Funded Research with International Components
Many large Applied Research Program (ARP) funded research centers and
cooperative agreements involve international collaborations.
Improving Thyroid Doses from Fallout Exposure in Kazakhstan
The US National Cancer Institute (NCI), through the Radiation Epidemiology Branch (REB), Division of Cancer Epidemiology and Genetics, is
involved in a study of radiation exposure and thyroid disease among individuals in
Kazakhstan exposed during childhood to radioactive fallout from nuclear tests conducted by
the Soviet Union at the Semipalatinsk Nuclear Test Site (SNTS) between 1949 and 1962. High
thyroid doses to this population present a unique opportunity to improve estimates of
radiation dose as a risk factor for thyroid disease in a single population. REB initiated
a field study to acquire new data to improve estimates of internal and external radiation
dose and thereby refine dose-response estimates. ARP staff and DCEG collaborators
conducted a pilot study in March 2007 to ascertain the feasibility of recall of specific
distant past events by elders in the communities. Results from this pilot will inform
further study of this topic.
Cancer Incidence and Mortality in Blood Donors and Recipients Study
Between 2002 and 2006, a medical record-linkage study was conducted in Sweden and Denmark to
assess cancer incidence and mortality in blood donors and recipients. ARP staff developed
and monitored the Cancer Incidence and Mortality in Blood Donors and Recipients: A
Population-Based Record Linkage Study in response to a US Public Health Service
subcommittee request for data about risk of transmission of circulating cancer cells from
donors to recipients. ARP awarded a contract to conduct this study to the Karolinska Institute in Sweden and
included a subcontract to the Statens Serum
Institute in Denmark.
Finland-US ATBC Cancer Prevention Study and Cohort Follow-Up
The NCI and the National Public Health
Institute in Helsinki, Finland have been collaborating since 1982 on a series of
cancer prevention studies. The main study, conducted between 1985 and 1993, was the Alpha-Tocopherol and
Beta-Carotene Finland-US Cancer Prevention Study (ATBC). This trial randomized Finnish
male smokers to interventions with alpha-tocopherol, beta-carotene, both alpha-tocopherol
and beta-carotene, or a placebo. The study found that smokers taking beta-carotene
actually had more lung cancers than those who were not given beta-carotene and that
smokers taking alpha-tocopherol had fewer prostate cancers. Since 1993, study participants
have been monitored and recruited into several ancillary studies. ARP staff have
collaborated with DCEG to investigate several topics, including the association of
carotenoid intake and retinoid intake with incident prostate cancer and the association of
carotenoid intake with head and neck cancers. Papers have been published and are in
preparation. Using data from the ATBC project, ARP also has collaborated on an ancillary
study with the European Union Consortium project (DIETSCAN) to develop methods to measure
common dietary patterns in four European cohorts (Finland, Netherlands, Italy, and Sweden)
and to study the dietary patterns' associations with cancer.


Your objective -
Repeat all of the records exactly, leaving out the pictures.

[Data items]
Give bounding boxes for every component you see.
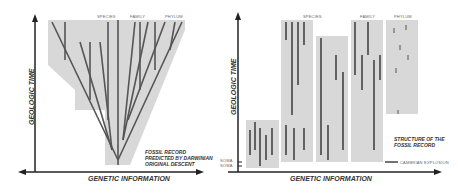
caption-line: FOSSIL RECORD	[394, 142, 445, 148]
x-axis-label: GENETIC INFORMATION	[88, 175, 170, 182]
caption: STRUCTURE OF THE FOSSIL RECORD	[394, 136, 445, 148]
y-axis-label: GEOLOGIC TIME	[28, 69, 35, 125]
column-label-species: SPECIES	[97, 14, 116, 19]
y-axis-label: GEOLOGIC TIME	[230, 59, 237, 115]
x-axis-label: GENETIC INFORMATION	[290, 175, 372, 182]
column-label-phylum: PHYLUM	[394, 14, 412, 19]
caption: FOSSIL RECORD PREDICTED BY DARWINIAN ORI…	[145, 149, 213, 167]
caption-line: ORIGINAL DESCENT	[145, 161, 213, 167]
right-diagram-fossil-record: GEOLOGIC TIME GENETIC INFORMATION SPECIE…	[228, 0, 458, 193]
column-label-family: FAMILY	[360, 14, 375, 19]
column-label-species: SPECIES	[303, 14, 322, 19]
tick-label: SOMA	[220, 163, 233, 168]
column-label-family: FAMILY	[130, 14, 145, 19]
legend-cambrian-explosion: CAMBRIAN EXPLOSION	[400, 160, 449, 165]
column-label-phylum: PHYLUM	[165, 14, 183, 19]
left-diagram-darwinian: GEOLOGIC TIME GENETIC INFORMATION SPECIE…	[0, 0, 228, 193]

Answer to this exercise -
Give bounding boxes for every component you see.
caption-line: FOSSIL RECORD	[394, 142, 445, 148]
x-axis-label: GENETIC INFORMATION	[88, 175, 170, 182]
caption: STRUCTURE OF THE FOSSIL RECORD	[394, 136, 445, 148]
y-axis-label: GEOLOGIC TIME	[28, 69, 35, 125]
column-label-species: SPECIES	[97, 14, 116, 19]
y-axis-label: GEOLOGIC TIME	[230, 59, 237, 115]
x-axis-label: GENETIC INFORMATION	[290, 175, 372, 182]
column-label-phylum: PHYLUM	[394, 14, 412, 19]
caption: FOSSIL RECORD PREDICTED BY DARWINIAN ORI…	[145, 149, 213, 167]
caption-line: ORIGINAL DESCENT	[145, 161, 213, 167]
right-diagram-fossil-record: GEOLOGIC TIME GENETIC INFORMATION SPECIE…	[228, 0, 458, 193]
column-label-family: FAMILY	[360, 14, 375, 19]
column-label-species: SPECIES	[303, 14, 322, 19]
tick-label: SOMA	[220, 163, 233, 168]
column-label-family: FAMILY	[130, 14, 145, 19]
legend-cambrian-explosion: CAMBRIAN EXPLOSION	[400, 160, 449, 165]
column-label-phylum: PHYLUM	[165, 14, 183, 19]
left-diagram-darwinian: GEOLOGIC TIME GENETIC INFORMATION SPECIE…	[0, 0, 228, 193]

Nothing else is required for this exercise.